Duterte pushes for one military, one police in federal set up

DAVAO CITY, Philippines – He may have declared his openness to a coalition government with the communists and Moro fighters in Mindanao, but Davao City Mayor Rodrigo Duterte said these armed groups should be disbanded to ensure stability and security under a federal system of government, which he has been advocating in the past few weeks.

“No other armed group should be allowed to operate in the country except the Philippine National Police and the Armed Forces of the Philippines,” a press release issued by Duterte’s office quoted the mayor as saying during a recent forum with students of the Angeles University Foundation in Angeles City. Duterte, according to the press release, was responding to a question raised by a student at the university’s St. Cecilia’s Auditorium.

Duterte was in Angeles City as part of his “Listening Tour” as he campaigned for federalism.

“No armed group should be allowed, including the CAFGUs (Citizens Armed Forces Geographical Unit). They all should go,” Duterte said, when asked what he would do to ensure stability in the country if he were the President of the Philippines, saying federalism usually bred “powerful autonomous states, especially in the Bangsamoro.”

Duterte earlier said he was open to a coalition government with the communists and Moro guerrillas, but later qualified that such a coalition would only be possible if the New People’s Army (NPA) and other armed groups would agree to be “demobilized.”

Duterte, a supporter of the peace process between the Philippine government and the Moro Islamic Liberation Front (MILF), said even the MILF, the MNLF (Moro National Liberation Front) and the NPA should be “asked to decommission their firearms” the moment they agree to join him in a unity government.

He said the country’s stability could happen if these groups were disbanded and only the PNP and the AFP were allowed to carry firearms.

He said he had in mind at least 14 federal states with their own state police under the direct supervision of the national police force, while the federal government would retain control over the armed forces, foreign relations and finance.

He reiterated that the creation of the federal state would be the best option should Congress fail to pass the Bangsamoro Basic Law, especially after some of the senators and congressmen had withdrawn their support following the carnage that ensued after the killing of international terrorist Zulkifli bin Hir, alias Marwan, in Mamasapano, Maguindanao on Jan. 25. Forty-four Special Action Force (SAF) commandos of the Philippine National Police were attacked and killed by MILF and Bangsamoro Islamic Freedom Fighter rebels as they were making their exit out of Mamasapano.

With the BBL in danger of being rejected in Congress, Duterte said federalism would save the peace process in the Southern Philippines.

Some participants raised the fear that powerful and highly autonomous federal States would concentrate power onto themselves, allowing groups like the MILF to strengthen their armed groups, beyond the control of the federal government.

“That is a risk which will be addressed with the decommissioning of the firearms and armaments of the MILF and other armed rebels groups should they agree to join government,” Duterte said.

“This (disarmament) must be implemented without fear or favor,” the Davao City mayor said.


## WHAT THIS TASK INVOLVES
Whenever a line below includes "intermediate", add it to the tally, then give the total and nothing more.
--- STUDY MATERIAL ---
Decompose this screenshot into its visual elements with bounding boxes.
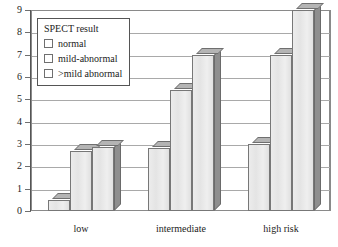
x-category-label-intermediate: intermediate: [156, 223, 206, 234]
bar-front-face: [48, 200, 70, 211]
bar-side-face: [114, 140, 121, 211]
y-tick-label-9: 9: [17, 5, 22, 15]
bar-front-face: [270, 55, 292, 211]
legend-swatch-mild-abnormal: [44, 54, 53, 63]
bar-low--mild-abnormal: [92, 147, 114, 211]
bar-chart: 0123456789 SPECT result normal mild-abno…: [0, 0, 338, 247]
legend-item-mild-abnormal: mild-abnormal: [44, 52, 122, 65]
y-tick-mark-0: [25, 211, 31, 212]
x-category-label-high-risk: high risk: [263, 223, 298, 234]
plot-right-wall: [329, 11, 330, 210]
bar-front-face: [170, 90, 192, 211]
x-category-label-low: low: [74, 223, 89, 234]
y-tick-label-6: 6: [17, 72, 22, 82]
legend-item-greater-mild-abnormal: >mild abnormal: [44, 67, 122, 80]
bar-side-face: [314, 3, 321, 211]
y-tick-label-1: 1: [17, 184, 22, 194]
y-tick-label-8: 8: [17, 27, 22, 37]
y-tick-label-2: 2: [17, 161, 22, 171]
bar-front-face: [70, 151, 92, 211]
legend-label-greater-mild-abnormal: >mild abnormal: [58, 67, 122, 80]
legend-item-normal: normal: [44, 37, 122, 50]
bar-front-face: [92, 147, 114, 211]
legend-title: SPECT result: [44, 23, 122, 35]
y-tick-label-5: 5: [17, 94, 22, 104]
legend-swatch-normal: [44, 39, 53, 48]
legend-swatch-greater-mild-abnormal: [44, 69, 53, 78]
bar-intermediate-mild-abnormal: [170, 90, 192, 211]
legend: SPECT result normal mild-abnormal >mild …: [37, 18, 130, 86]
bar-side-face: [214, 48, 221, 211]
bar-low-normal: [48, 200, 70, 211]
bar-high-risk-normal: [248, 144, 270, 211]
legend-label-mild-abnormal: mild-abnormal: [58, 52, 117, 65]
legend-label-normal: normal: [58, 37, 86, 50]
y-tick-label-3: 3: [17, 139, 22, 149]
y-tick-label-7: 7: [17, 50, 22, 60]
y-axis: 0123456789: [0, 0, 31, 247]
bar-front-face: [292, 10, 314, 211]
y-tick-label-4: 4: [17, 117, 22, 127]
bar-intermediate-normal: [148, 148, 170, 211]
bar-front-face: [248, 144, 270, 211]
bar-front-face: [192, 55, 214, 211]
bar-low-mild-abnormal: [70, 151, 92, 211]
bar-high-risk-mild-abnormal: [270, 55, 292, 211]
bar-intermediate--mild-abnormal: [192, 55, 214, 211]
bar-front-face: [148, 148, 170, 211]
bar-high-risk--mild-abnormal: [292, 10, 314, 211]
y-tick-label-0: 0: [17, 206, 22, 216]
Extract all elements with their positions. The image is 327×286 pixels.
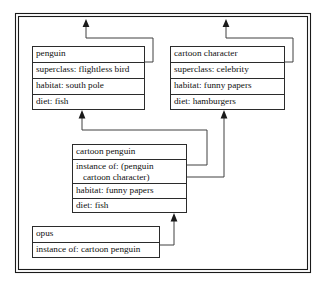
---
## ANSWER FOR THE TASK
4